Computer Glitch Cited in Jet Crash
- Share via
AGANA, Guam — A ground radar system that should have warned air traffic controllers that Korean Air Flight 801 was dangerously below the normal airport approach path failed to work properly because of a programming glitch, federal officials said Sunday.
This glitch, which could be affecting other Minimum Safe Altitude Warning Systems at airports throughout the world, was not discovered until after the jumbo jet slammed into a hill during a predawn rainstorm while preparing to land at the airport here, killing 225 of the 254 people on board.
George Black, the National Transportation Safety Board member heading up the investigation of Wednesday’s crash, stressed that while a radar system failure probably was not the cause of the tragedy, “it could have made a difference.”
Despite the failure of the altitude-warning system, and despite the fact that one of the multiple ground-based navigation systems was not operational, the pilot apparently still had plenty of functioning navigational aids to have made a safe landing, officials said.
The altitude-warning system “is a safety redundancy that does not relieve the pilot of responsibility,” Black said.
The official cause of the crash will not be determined for months, but NTSB sources have indicated that there is a strong likelihood that pilot error will be considered a major factor.
Black said that in the course of the crash investigation, members of an air traffic control team headed by NTSB investigator Richard Wentworth checked Sunday to determine at what point the altitude-warning system had issued its warnings. To their surprise, they found that it had failed completely.
Further checks showed that the culprit was software installed by the Federal Aviation Administration recently to replace earlier programming that had triggered spurious warnings.
Thus far, the only known system failure has been at the airport here, but the FAA is concerned that the systems at scores of other airports where programming was replaced could be affected, Black said.
Wentworth said that when working properly, the computer-driven altitude-warning system alerts controllers with an aural alarm if a plane appears to be on a path that would bring it dangerously close to the terrain surrounding an airport.
At the same moment, a warning is printed on a controller’s screen and the data box beside the plane’s image on the screen begins to flash.
The controller would immediately warn the pilot by radio. Because the system is supposed to provide its warning 15 seconds before the danger is imminent, the pilot, in most cases, should be able to pull up in time.
The crash claimed another victim late Sunday. Grace Chung, an 11-year-old from Georgia, died at Brooke Army Medical Center in San Antonio, Texas, the Associated Press reported.
More to Read
Sign up for Essential California
The most important California stories and recommendations in your inbox every morning.
You may occasionally receive promotional content from the Los Angeles Times.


## Prompt
Return, from the data below, each line that contains the word "before".

## Data tied to figure images
•••••

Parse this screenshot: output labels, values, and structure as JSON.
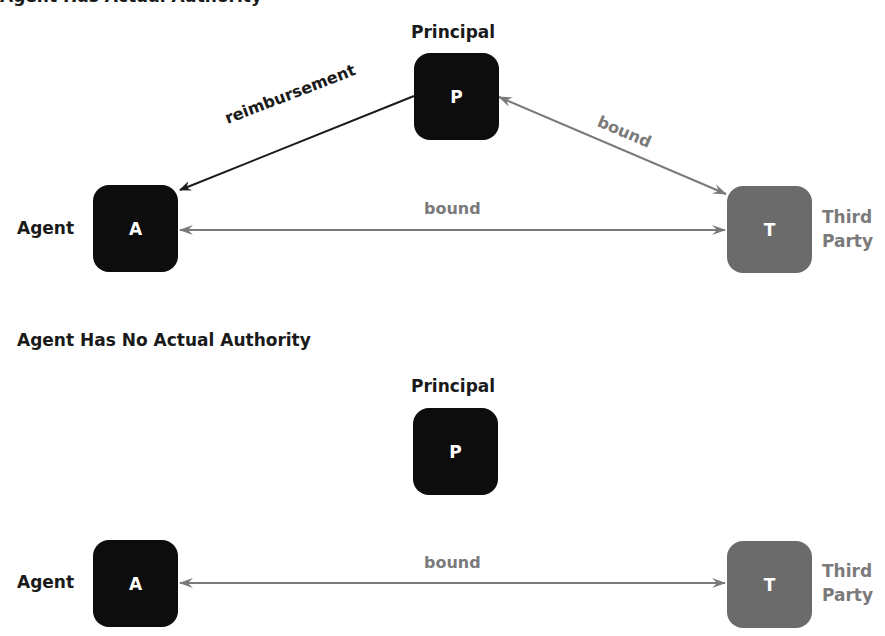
{
  "panels": [
    {
      "title": "Agent Has Actual Authority",
      "nodes": {
        "principal": {
          "label": "Principal",
          "letter": "P",
          "color": "#0d0d0d"
        },
        "agent": {
          "label": "Agent",
          "letter": "A",
          "color": "#0d0d0d"
        },
        "third_party": {
          "label_line1": "Third",
          "label_line2": "Party",
          "letter": "T",
          "color": "#6b6b6b"
        }
      },
      "edges": [
        {
          "from": "principal",
          "to": "agent",
          "label": "reimbursement",
          "direction": "one-way",
          "color": "#1a1a1a"
        },
        {
          "from": "principal",
          "to": "third_party",
          "label": "bound",
          "direction": "two-way",
          "color": "#7a7a7a"
        },
        {
          "from": "agent",
          "to": "third_party",
          "label": "bound",
          "direction": "two-way",
          "color": "#7a7a7a"
        }
      ]
    },
    {
      "title": "Agent Has No Actual Authority",
      "nodes": {
        "principal": {
          "label": "Principal",
          "letter": "P",
          "color": "#0d0d0d"
        },
        "agent": {
          "label": "Agent",
          "letter": "A",
          "color": "#0d0d0d"
        },
        "third_party": {
          "label_line1": "Third",
          "label_line2": "Party",
          "letter": "T",
          "color": "#6b6b6b"
        }
      },
      "edges": [
        {
          "from": "agent",
          "to": "third_party",
          "label": "bound",
          "direction": "two-way",
          "color": "#7a7a7a"
        }
      ]
    }
  ]
}
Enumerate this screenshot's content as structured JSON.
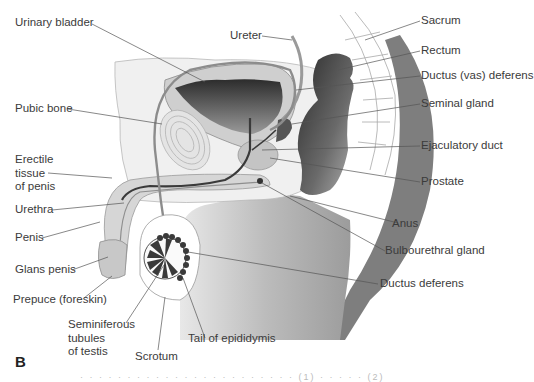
{
  "figure": {
    "panel_letter": "B",
    "caption_fragment": "· · ·  ·  · · · · · ·   · · · · ·   · · · · ·   · · ·   (1)   · · · · ·   (2)"
  },
  "labels": {
    "urinary_bladder": "Urinary bladder",
    "ureter": "Ureter",
    "sacrum": "Sacrum",
    "rectum": "Rectum",
    "ductus_vas_deferens": "Ductus (vas) deferens",
    "seminal_gland": "Seminal gland",
    "pubic_bone": "Pubic bone",
    "ejaculatory_duct": "Ejaculatory duct",
    "erectile_tissue": [
      "Erectile",
      "tissue",
      "of penis"
    ],
    "prostate": "Prostate",
    "urethra": "Urethra",
    "anus": "Anus",
    "penis": "Penis",
    "bulbourethral_gland": "Bulbourethral gland",
    "glans_penis": "Glans penis",
    "ductus_deferens": "Ductus deferens",
    "prepuce": "Prepuce (foreskin)",
    "seminiferous_tubules": [
      "Seminiferous",
      "tubules",
      "of testis"
    ],
    "tail_of_epididymis": "Tail of epididymis",
    "scrotum": "Scrotum"
  },
  "colors": {
    "leader_line": "#555555",
    "tissue_light": "#e6e6e6",
    "tissue_mid": "#c8c8c8",
    "tissue_dark": "#3a3a3a",
    "body_gray": "#b4b4b4",
    "outline": "#9a9a9a"
  }
}
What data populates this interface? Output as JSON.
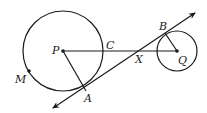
{
  "diagram": {
    "type": "geometry",
    "circles": [
      {
        "center_label": "P",
        "size": "large"
      },
      {
        "center_label": "Q",
        "size": "small"
      }
    ],
    "points": {
      "P": "P",
      "Q": "Q",
      "A": "A",
      "B": "B",
      "C": "C",
      "X": "X",
      "M": "M"
    },
    "segments": [
      "PQ",
      "PA",
      "QB"
    ],
    "lines": [
      {
        "through": [
          "A",
          "B"
        ],
        "arrows": "both"
      }
    ]
  }
}
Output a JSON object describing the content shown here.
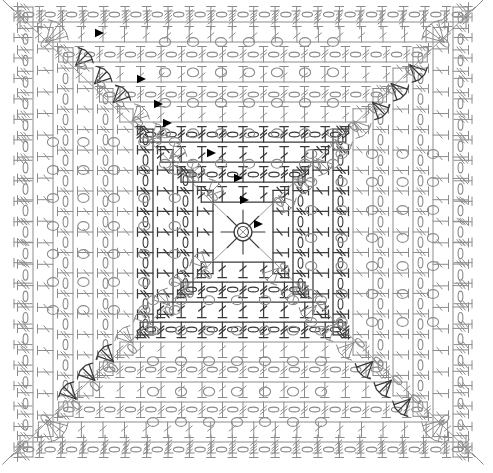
{
  "document": {
    "kind": "crochet-stitch-chart",
    "title": "Square Motif Crochet Chart",
    "shape": "square",
    "symmetry": "4-fold rotational (quarter-turn)",
    "background_color": "#ffffff",
    "stroke_color": "#8c8c8c",
    "accent_color": "#3a3a3a",
    "marker_color": "#000000",
    "canvas": {
      "width": 493,
      "height": 473
    }
  },
  "legend": {
    "symbols": [
      {
        "key": "chain",
        "name": "chain-stitch-oval",
        "glyph": "o",
        "description": "small oval / zero = chain stitch"
      },
      {
        "key": "double_crochet",
        "name": "double-crochet-bar",
        "glyph": "T",
        "description": "vertical stem with top cross-bar and one slash"
      },
      {
        "key": "treble",
        "name": "treble-crochet-bar",
        "glyph": "T",
        "description": "vertical stem with cross-bar and two slashes"
      },
      {
        "key": "cluster3",
        "name": "three-together-cluster",
        "glyph": "A",
        "description": "three stems joined at a point"
      },
      {
        "key": "fan",
        "name": "fan-shell-group",
        "glyph": "<",
        "description": "several stems radiating from one point"
      },
      {
        "key": "marker",
        "name": "direction-arrow-marker",
        "glyph": "◀",
        "description": "solid black triangle marking round start/direction"
      },
      {
        "key": "ring",
        "name": "center-ring",
        "glyph": "○",
        "description": "magic ring at center of motif"
      }
    ]
  },
  "chart_data": {
    "type": "diagram",
    "rounds": 16,
    "center": {
      "x": 243,
      "y": 232,
      "radius": 9,
      "label": "center-ring"
    },
    "quadrants": [
      "top",
      "right",
      "bottom",
      "left"
    ],
    "grid": {
      "columns": 22,
      "rows": 22,
      "cell_width": 21,
      "cell_height": 20,
      "origin_x": 22,
      "origin_y": 18
    },
    "edges": {
      "top": {
        "stitch": "treble",
        "count": 22,
        "orientation": "vertical-up"
      },
      "bottom": {
        "stitch": "treble",
        "count": 22,
        "orientation": "vertical-down"
      },
      "left": {
        "stitch": "treble",
        "count": 22,
        "orientation": "horizontal-left"
      },
      "right": {
        "stitch": "treble",
        "count": 22,
        "orientation": "horizontal-right"
      }
    },
    "markers": [
      {
        "x": 104,
        "y": 33
      },
      {
        "x": 146,
        "y": 79
      },
      {
        "x": 163,
        "y": 104
      },
      {
        "x": 172,
        "y": 123
      },
      {
        "x": 216,
        "y": 153
      },
      {
        "x": 243,
        "y": 178
      },
      {
        "x": 249,
        "y": 200
      },
      {
        "x": 263,
        "y": 224
      }
    ],
    "corner_fans": [
      {
        "corner": "top-left",
        "x": 46,
        "y": 42
      },
      {
        "corner": "top-right",
        "x": 444,
        "y": 42
      },
      {
        "corner": "bottom-left",
        "x": 46,
        "y": 420
      },
      {
        "corner": "bottom-right",
        "x": 444,
        "y": 420
      }
    ],
    "notes": [
      "Chain stitches are rendered as small ovals aligned with the working direction.",
      "Quadrant stitches point outward from the center ring.",
      "Diagonal seams run corner-to-corner through the center.",
      "Arrow markers trace the round progression from the upper-left toward the center."
    ]
  }
}
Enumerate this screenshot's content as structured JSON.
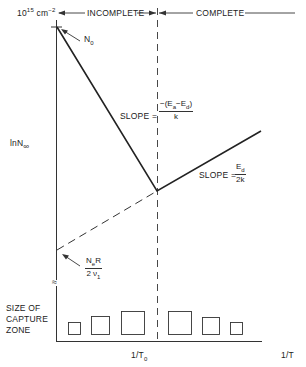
{
  "diagram": {
    "y_axis": {
      "top_label_base": "10",
      "top_label_exp": "15",
      "top_label_unit": " cm",
      "top_label_unit_exp": "−2",
      "label": "lnN",
      "label_sub": "∞",
      "break_symbol": "≈"
    },
    "x_axis": {
      "label": "1/T",
      "marker_label": "1/T",
      "marker_label_sub": "0"
    },
    "regions": {
      "left": "INCOMPLETE",
      "right": "COMPLETE"
    },
    "annotations": {
      "n0": "N",
      "n0_sub": "0",
      "slope_left_prefix": "SLOPE =",
      "slope_left_num": "−(E",
      "slope_left_num_sub1": "a",
      "slope_left_num_mid": "−E",
      "slope_left_num_sub2": "d",
      "slope_left_num_end": ")",
      "slope_left_den": "k",
      "slope_right_prefix": "SLOPE =",
      "slope_right_num": "E",
      "slope_right_num_sub": "d",
      "slope_right_den": "2k",
      "intercept_num": "N",
      "intercept_num_sub": "e",
      "intercept_num_end": "R",
      "intercept_den": "2 ν",
      "intercept_den_sub": "1"
    },
    "capture_zone": {
      "label_line1": "SIZE OF",
      "label_line2": "CAPTURE",
      "label_line3": "ZONE",
      "square_sizes_px": [
        12,
        18,
        23,
        23,
        17,
        12
      ]
    },
    "colors": {
      "ink": "#222222",
      "background": "#ffffff"
    }
  }
}
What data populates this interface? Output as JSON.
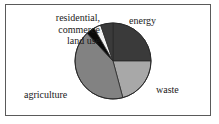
{
  "figure": {
    "background_color": "#ffffff",
    "border_color": "#5a5a5a"
  },
  "labels": {
    "residential_line1": "residential,",
    "residential_line2": "commerce",
    "residential_line3": "land use",
    "energy": "energy",
    "waste": "waste",
    "agriculture": "agriculture"
  },
  "chart_data": {
    "type": "pie",
    "title": "",
    "xlabel": "",
    "ylabel": "",
    "legend_position": "none",
    "grid": false,
    "start_angle_deg": 0,
    "direction": "clockwise",
    "center": [
      113,
      61
    ],
    "radius": 38,
    "categories": [
      "energy",
      "waste",
      "agriculture",
      "land use",
      "commerce",
      "residential"
    ],
    "values": [
      25,
      21,
      42,
      3.5,
      3,
      5.5
    ],
    "slices": [
      {
        "label": "energy",
        "value": 25,
        "angle_deg": 90,
        "color": "#3a3a3a"
      },
      {
        "label": "waste",
        "value": 21,
        "angle_deg": 75,
        "color": "#a8a8a8"
      },
      {
        "label": "agriculture",
        "value": 42,
        "angle_deg": 152,
        "color": "#828282"
      },
      {
        "label": "land use",
        "value": 3.5,
        "angle_deg": 13,
        "color": "#0a0a0a"
      },
      {
        "label": "commerce",
        "value": 3,
        "angle_deg": 11,
        "color": "#f2f2f2"
      },
      {
        "label": "residential",
        "value": 5.5,
        "angle_deg": 19,
        "color": "#3a3a3a"
      }
    ],
    "outline_color": "#2a2a2a"
  }
}
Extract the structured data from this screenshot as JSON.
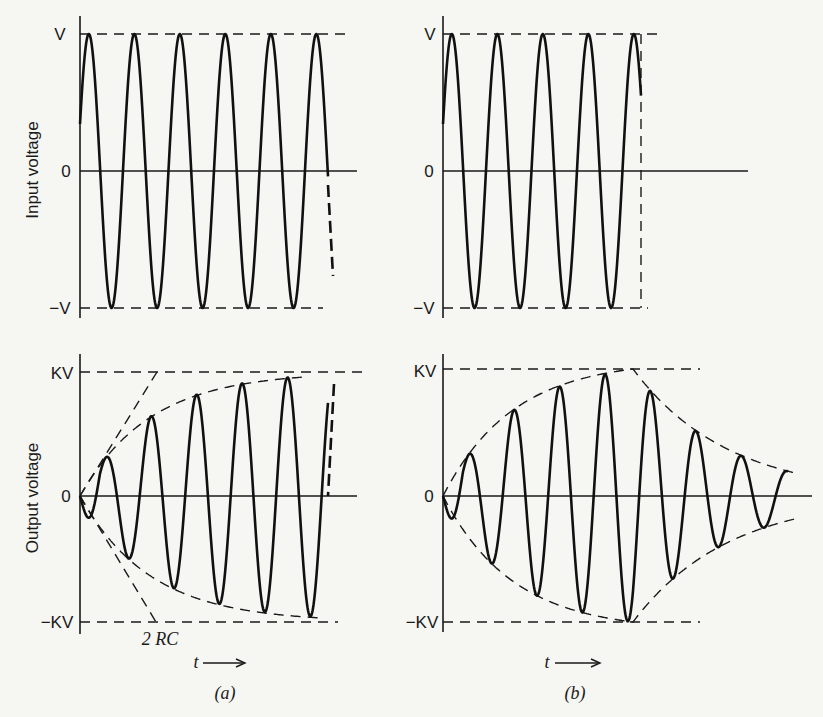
{
  "figure": {
    "panels": [
      {
        "id": "a",
        "caption": "(a)",
        "input_plot": {
          "ylabel": "Input voltage",
          "ticks": {
            "top": "V",
            "mid": "0",
            "bottom": "−V"
          }
        },
        "output_plot": {
          "ylabel": "Output voltage",
          "ticks": {
            "top": "KV",
            "mid": "0",
            "bottom": "−KV"
          },
          "annotation": "2 RC",
          "time_axis": "t"
        }
      },
      {
        "id": "b",
        "caption": "(b)",
        "input_plot": {
          "ticks": {
            "top": "V",
            "mid": "0",
            "bottom": "−V"
          }
        },
        "output_plot": {
          "ticks": {
            "top": "KV",
            "mid": "0",
            "bottom": "−KV"
          },
          "time_axis": "t"
        }
      }
    ]
  },
  "chart_data": [
    {
      "type": "line",
      "title": "(a) Input voltage",
      "ylabel": "Input voltage",
      "xlabel": "t",
      "ytick_labels": [
        "V",
        "0",
        "-V"
      ],
      "description": "Sinusoid of constant amplitude V, ~6 cycles shown, continuing (dashed) beyond the plot",
      "amplitude": 1.0,
      "cycles": 6.3
    },
    {
      "type": "line",
      "title": "(a) Output voltage",
      "ylabel": "Output voltage",
      "xlabel": "t",
      "ytick_labels": [
        "KV",
        "0",
        "-KV"
      ],
      "description": "Sinusoid whose amplitude envelope builds up exponentially toward KV; initial tangent intercept at 2RC",
      "envelope": "KV(1 - e^(-t/2RC))",
      "annotation": "2RC",
      "peak_amplitudes": [
        0.33,
        0.63,
        0.8,
        0.9,
        0.96,
        1.0
      ]
    },
    {
      "type": "line",
      "title": "(b) Input voltage",
      "ylabel": "",
      "xlabel": "t",
      "ytick_labels": [
        "V",
        "0",
        "-V"
      ],
      "description": "Sinusoid of amplitude V, ~4.5 cycles, switched off at a time marked by dashed vertical line",
      "amplitude": 1.0,
      "cycles": 4.5
    },
    {
      "type": "line",
      "title": "(b) Output voltage",
      "ylabel": "",
      "xlabel": "t",
      "ytick_labels": [
        "KV",
        "0",
        "-KV"
      ],
      "description": "Amplitude builds toward KV while input is on, then decays exponentially (ringing) after input is removed",
      "peak_amplitudes_buildup": [
        0.38,
        0.66,
        0.84,
        0.95,
        1.0
      ],
      "peak_amplitudes_decay": [
        0.68,
        0.44,
        0.31,
        0.16
      ]
    }
  ]
}
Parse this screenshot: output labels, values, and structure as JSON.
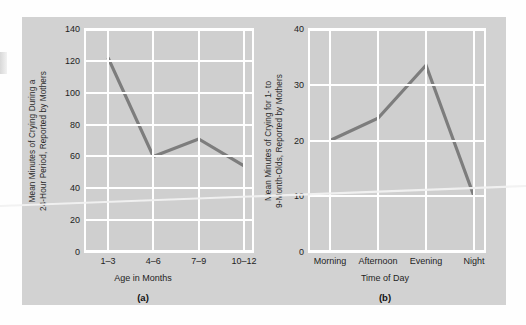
{
  "figure": {
    "background_color": "#d2d2d2",
    "line_color": "#7d7d7d",
    "grid_color": "#ffffff",
    "text_color": "#1e1e1e"
  },
  "chart_data": [
    {
      "type": "line",
      "panel_label": "(a)",
      "title": "",
      "categories": [
        "1–3",
        "4–6",
        "7–9",
        "10–12"
      ],
      "values": [
        122,
        60,
        71,
        54
      ],
      "xlabel": "Age in Months",
      "ylabel_lines": [
        "Mean Minutes of Crying During a",
        "24-Hour Period, Reported by Mothers"
      ],
      "ylabel": "Mean Minutes of Crying During a 24-Hour Period, Reported by Mothers",
      "yticks": [
        0,
        20,
        40,
        60,
        80,
        100,
        120,
        140
      ],
      "ylim": [
        0,
        140
      ],
      "grid": true,
      "legend": "none"
    },
    {
      "type": "line",
      "panel_label": "(b)",
      "title": "",
      "categories": [
        "Morning",
        "Afternoon",
        "Evening",
        "Night"
      ],
      "values": [
        20,
        24,
        33.5,
        10
      ],
      "xlabel": "Time of Day",
      "ylabel_lines": [
        "Mean Minutes of Crying for 1- to",
        "9-Month-Olds, Reported by Mothers"
      ],
      "ylabel": "Mean Minutes of Crying for 1- to 9-Month-Olds, Reported by Mothers",
      "yticks": [
        0,
        10,
        20,
        30,
        40
      ],
      "ylim": [
        0,
        40
      ],
      "grid": true,
      "legend": "none"
    }
  ]
}
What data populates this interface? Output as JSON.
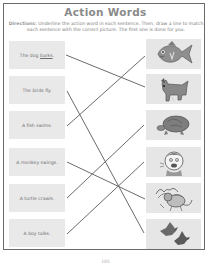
{
  "worksheet": {
    "title": "Action Words",
    "directions_lead": "Directions:",
    "directions_text": " Underline the action word in each sentence. Then, draw a line to match each sentence with the correct picture. The first one is done for you.",
    "page_number": "105"
  },
  "sentences": [
    {
      "before": "The dog ",
      "action": "barks",
      "after": ".",
      "underlined": true
    },
    {
      "before": "The birds fly.",
      "action": "",
      "after": "",
      "underlined": false
    },
    {
      "before": "A fish swims.",
      "action": "",
      "after": "",
      "underlined": false
    },
    {
      "before": "A monkey swings.",
      "action": "",
      "after": "",
      "underlined": false
    },
    {
      "before": "A turtle crawls.",
      "action": "",
      "after": "",
      "underlined": false
    },
    {
      "before": "A boy talks.",
      "action": "",
      "after": "",
      "underlined": false
    }
  ],
  "pictures": [
    {
      "name": "fish"
    },
    {
      "name": "dog"
    },
    {
      "name": "turtle"
    },
    {
      "name": "boy"
    },
    {
      "name": "monkey"
    },
    {
      "name": "birds"
    }
  ],
  "colors": {
    "line": "#5a5a5a",
    "box": "#e8e8e8",
    "title": "#8a8a8a"
  }
}
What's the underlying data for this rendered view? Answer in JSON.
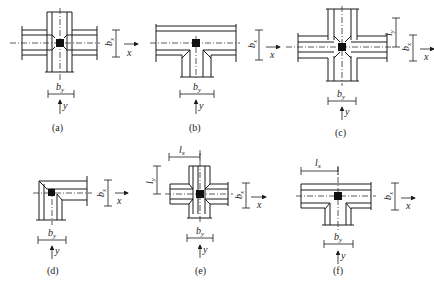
{
  "diagram": {
    "type": "beam-column joint plan configurations",
    "panels": [
      {
        "id": "a",
        "caption": "(a)",
        "joint": "interior cross (four beams)",
        "labels": {
          "bx": "b",
          "bx_sub": "x",
          "by": "b",
          "by_sub": "y",
          "x_axis": "x",
          "y_axis": "y"
        }
      },
      {
        "id": "b",
        "caption": "(b)",
        "joint": "exterior T (beam continuous in x, one beam in y)",
        "labels": {
          "bx": "b",
          "bx_sub": "x",
          "by": "b",
          "by_sub": "y",
          "x_axis": "x",
          "y_axis": "y"
        }
      },
      {
        "id": "c",
        "caption": "(c)",
        "joint": "interior cross with beam stub length l_y",
        "labels": {
          "bx": "b",
          "bx_sub": "x",
          "by": "b",
          "by_sub": "y",
          "ly": "l",
          "ly_sub": "y",
          "x_axis": "x",
          "y_axis": "y"
        }
      },
      {
        "id": "d",
        "caption": "(d)",
        "joint": "corner L",
        "labels": {
          "bx": "b",
          "bx_sub": "x",
          "by": "b",
          "by_sub": "y",
          "x_axis": "x",
          "y_axis": "y"
        }
      },
      {
        "id": "e",
        "caption": "(e)",
        "joint": "interior cross with stub lengths l_x, l_y",
        "labels": {
          "bx": "b",
          "bx_sub": "x",
          "by": "b",
          "by_sub": "y",
          "lx": "l",
          "lx_sub": "x",
          "ly": "l",
          "ly_sub": "y",
          "x_axis": "x",
          "y_axis": "y"
        }
      },
      {
        "id": "f",
        "caption": "(f)",
        "joint": "exterior T with stub length l_x",
        "labels": {
          "bx": "b",
          "bx_sub": "x",
          "by": "b",
          "by_sub": "y",
          "lx": "l",
          "lx_sub": "x",
          "x_axis": "x",
          "y_axis": "y"
        }
      }
    ]
  }
}
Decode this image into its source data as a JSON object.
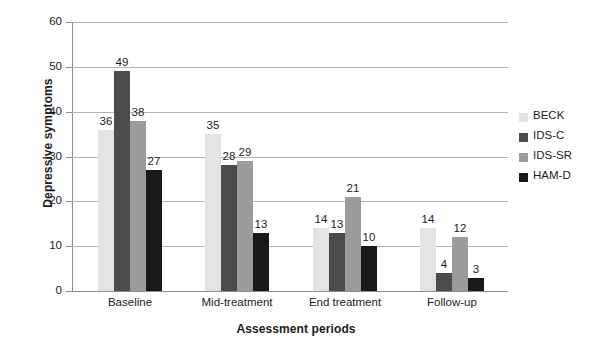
{
  "chart_data": {
    "type": "bar",
    "title": "",
    "xlabel": "Assessment periods",
    "ylabel": "Depressive symptoms",
    "categories": [
      "Baseline",
      "Mid-treatment",
      "End treatment",
      "Follow-up"
    ],
    "series": [
      {
        "name": "BECK",
        "color": "#e3e3e3",
        "values": [
          36,
          35,
          14,
          14
        ]
      },
      {
        "name": "IDS-C",
        "color": "#4b4b4b",
        "values": [
          49,
          28,
          13,
          4
        ]
      },
      {
        "name": "IDS-SR",
        "color": "#9b9b9b",
        "values": [
          38,
          29,
          21,
          12
        ]
      },
      {
        "name": "HAM-D",
        "color": "#191919",
        "values": [
          27,
          13,
          10,
          3
        ]
      }
    ],
    "ylim": [
      0,
      60
    ],
    "yticks": [
      0,
      10,
      20,
      30,
      40,
      50,
      60
    ],
    "ytick_labels": [
      "0",
      "10",
      "20",
      "30",
      "40",
      "50",
      "60"
    ],
    "grid": true,
    "grid_color": "#b4b4b4",
    "axis_color": "#8e8e8e",
    "legend_position": "right",
    "data_labels": true,
    "background": "#ffffff"
  }
}
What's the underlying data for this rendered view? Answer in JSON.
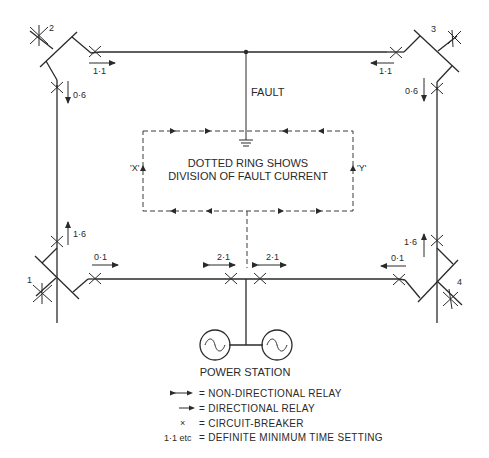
{
  "diagram": {
    "busbars": [
      {
        "id": "1",
        "label": "1"
      },
      {
        "id": "2",
        "label": "2"
      },
      {
        "id": "3",
        "label": "3"
      },
      {
        "id": "4",
        "label": "4"
      }
    ],
    "relays": [
      {
        "location": "bus2-to-top",
        "setting": "1·1",
        "direction": "right",
        "type": "directional"
      },
      {
        "location": "bus3-to-top",
        "setting": "1·1",
        "direction": "left",
        "type": "directional"
      },
      {
        "location": "bus2-to-left",
        "setting": "0·6",
        "direction": "down",
        "type": "directional"
      },
      {
        "location": "bus3-to-right",
        "setting": "0·6",
        "direction": "down",
        "type": "directional"
      },
      {
        "location": "bus1-to-left",
        "setting": "1·6",
        "direction": "up",
        "type": "directional"
      },
      {
        "location": "bus4-to-right",
        "setting": "1·6",
        "direction": "up",
        "type": "directional"
      },
      {
        "location": "bus1-to-bottom",
        "setting": "0·1",
        "direction": "right",
        "type": "directional"
      },
      {
        "location": "bus4-to-bottom",
        "setting": "0·1",
        "direction": "left",
        "type": "directional"
      },
      {
        "location": "station-left",
        "setting": "2·1",
        "direction": "both",
        "type": "non-directional"
      },
      {
        "location": "station-right",
        "setting": "2·1",
        "direction": "both",
        "type": "non-directional"
      }
    ],
    "fault_label": "FAULT",
    "ring_note_line1": "DOTTED RING SHOWS",
    "ring_note_line2": "DIVISION OF FAULT CURRENT",
    "ring_label_x": "'X'",
    "ring_label_y": "'Y'",
    "power_station_label": "POWER STATION",
    "legend": [
      {
        "symbol": "double-arrow",
        "text": "= NON-DIRECTIONAL RELAY"
      },
      {
        "symbol": "single-arrow",
        "text": "= DIRECTIONAL RELAY"
      },
      {
        "symbol": "×",
        "text": "= CIRCUIT-BREAKER"
      },
      {
        "symbol": "1·1 etc",
        "text": "= DEFINITE MINIMUM TIME SETTING"
      }
    ],
    "colors": {
      "line": "#2a2a2a",
      "background": "#ffffff"
    }
  }
}
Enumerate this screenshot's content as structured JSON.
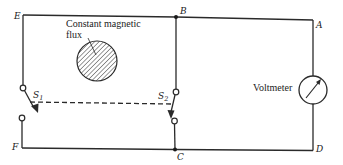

•••••

## Answer for this exercise
      "before": "The dog ",
      "before": "The birds fly.",
      "before": "A fish swims.",
      "before": "A monkey swings.",
      "before": "A turtle crawls.",
      "before": "A boy talks.",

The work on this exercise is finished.